The Daesh terrorist group is "forcibly transferring some
25,000 civilians towards locations in and around Mosul", a
spokeswoman for the UN High Commissioner for Human Rights said on
Tuesday.
"We have reports that in the early hours of yesterday morning,
around 1.00 a.m. ISIL brought dozens of long trucks and mini-buses
to Hamam al-Alil City, south of Mosul, in an attempt to forcibly
transfer some 25,000 civilians towards locations in and around
Mosul," OHCHR spokeswoman Ravina Shamdasani said in a press
conference.
Shamdasani said trucks were prevented from proceeding towards
Mosul due to coalition flights patrolling the area.

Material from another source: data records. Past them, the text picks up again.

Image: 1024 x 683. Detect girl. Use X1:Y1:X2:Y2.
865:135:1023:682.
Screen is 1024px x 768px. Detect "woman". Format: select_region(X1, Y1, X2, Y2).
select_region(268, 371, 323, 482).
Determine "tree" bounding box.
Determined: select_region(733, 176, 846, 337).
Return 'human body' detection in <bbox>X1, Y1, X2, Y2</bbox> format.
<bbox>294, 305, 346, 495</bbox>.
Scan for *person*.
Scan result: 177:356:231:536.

"The trucks were forced to return to Hamam al-Alil. However some
buses did reach Abu Saif, 15 kilometers [9 miles] north of Hamam
al-Alil City," she said, adding that she had "grave concerns for
the safety of these and the tens of thousands of other civilians
who have reportedly been forcibly relocated by ISIL in the past two
weeks."
Shamdasani also said that there had been additional reports of
mass killings by Daesh.
"On Saturday, 40 former Iraqi Security Force soldiers were
killed and their bodies thrown in the Tigris River," she added.

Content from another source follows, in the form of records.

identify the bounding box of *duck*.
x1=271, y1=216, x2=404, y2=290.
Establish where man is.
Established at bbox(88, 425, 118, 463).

Shamdasani said these Iraqi soldiers "were reportedly among the
civilians who had been abducted earlier from al-Shura sub-district
of Mosul and from villages surrounding Hamam al-Alil."

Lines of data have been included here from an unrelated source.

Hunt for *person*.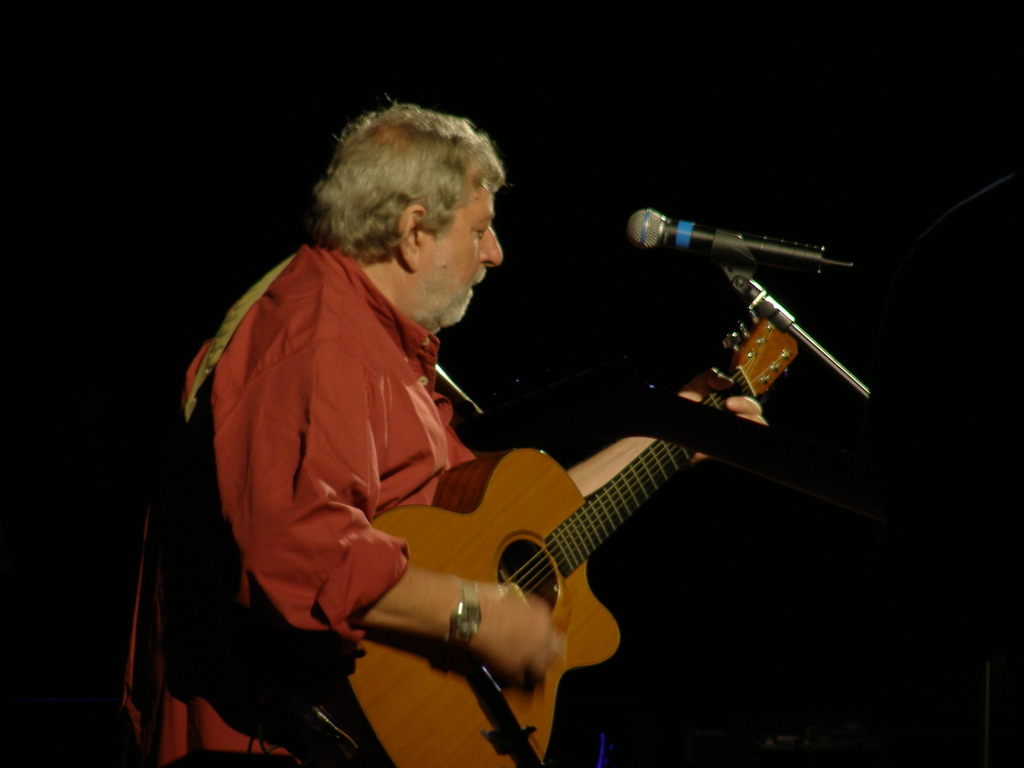
Hunted down at 213, 134, 818, 767.
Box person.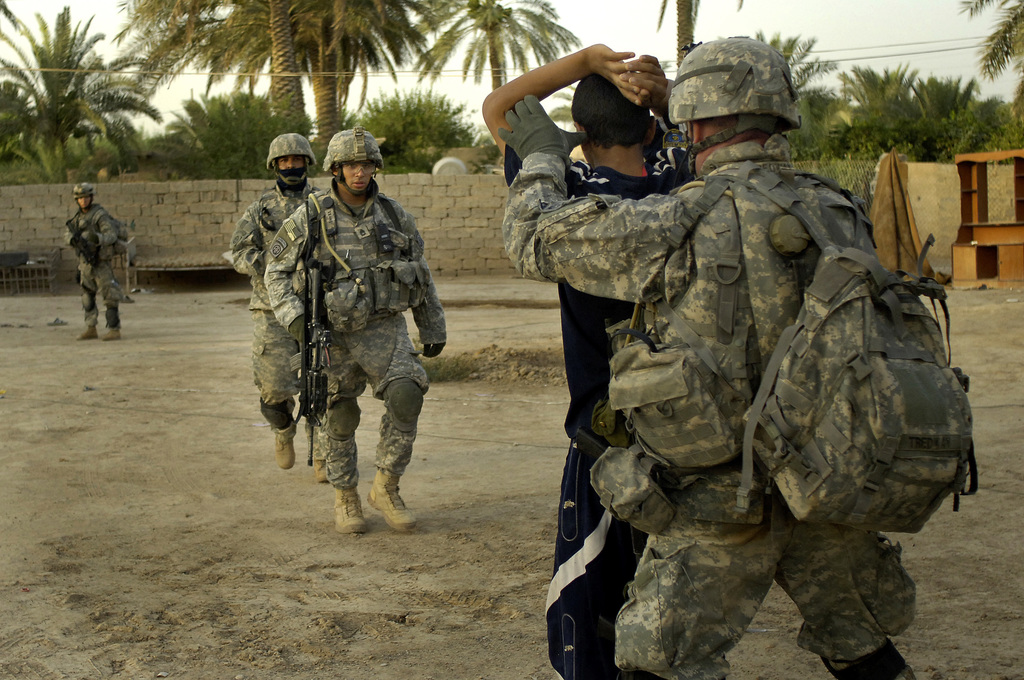
box=[68, 180, 122, 332].
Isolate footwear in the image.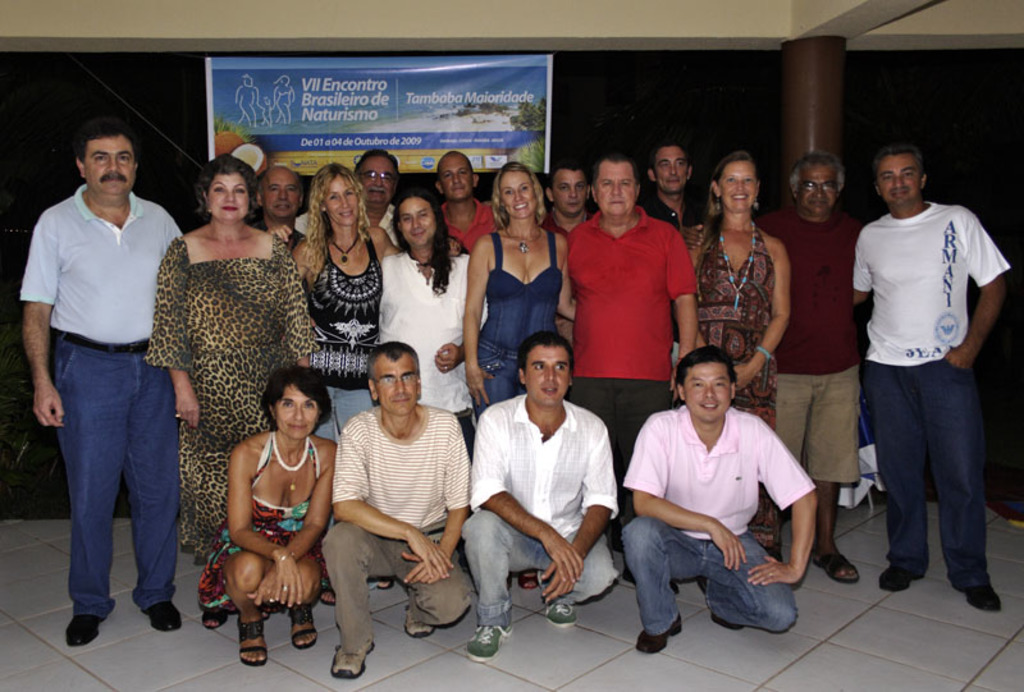
Isolated region: box=[67, 604, 116, 645].
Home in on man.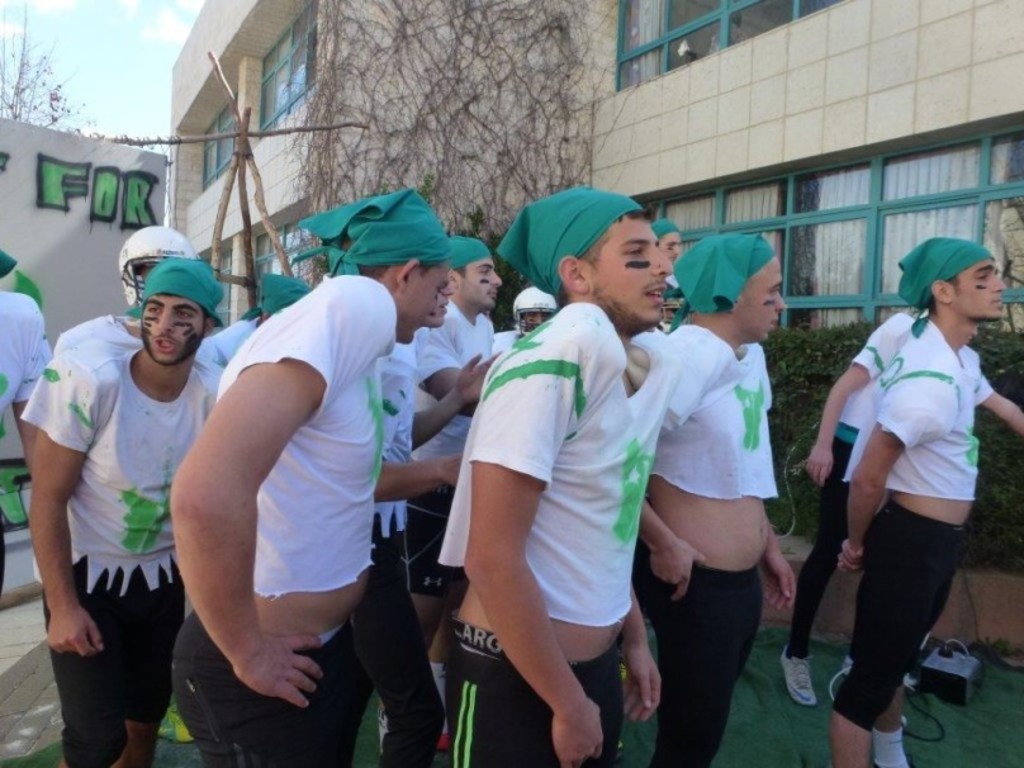
Homed in at [left=840, top=237, right=1023, bottom=767].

On Oct. 18, the Iraqi army -- backed by a U.S.-led air coalition
-- began a wide-ranging operation to retake Mosul, Iraq’s
second-largest city and capital of the northern Nineveh
province.
Since then, dozens of Daesh-held villages on the city’s
outskirts have fallen before the army onslaught, although the
terrorist group remains in control of the city.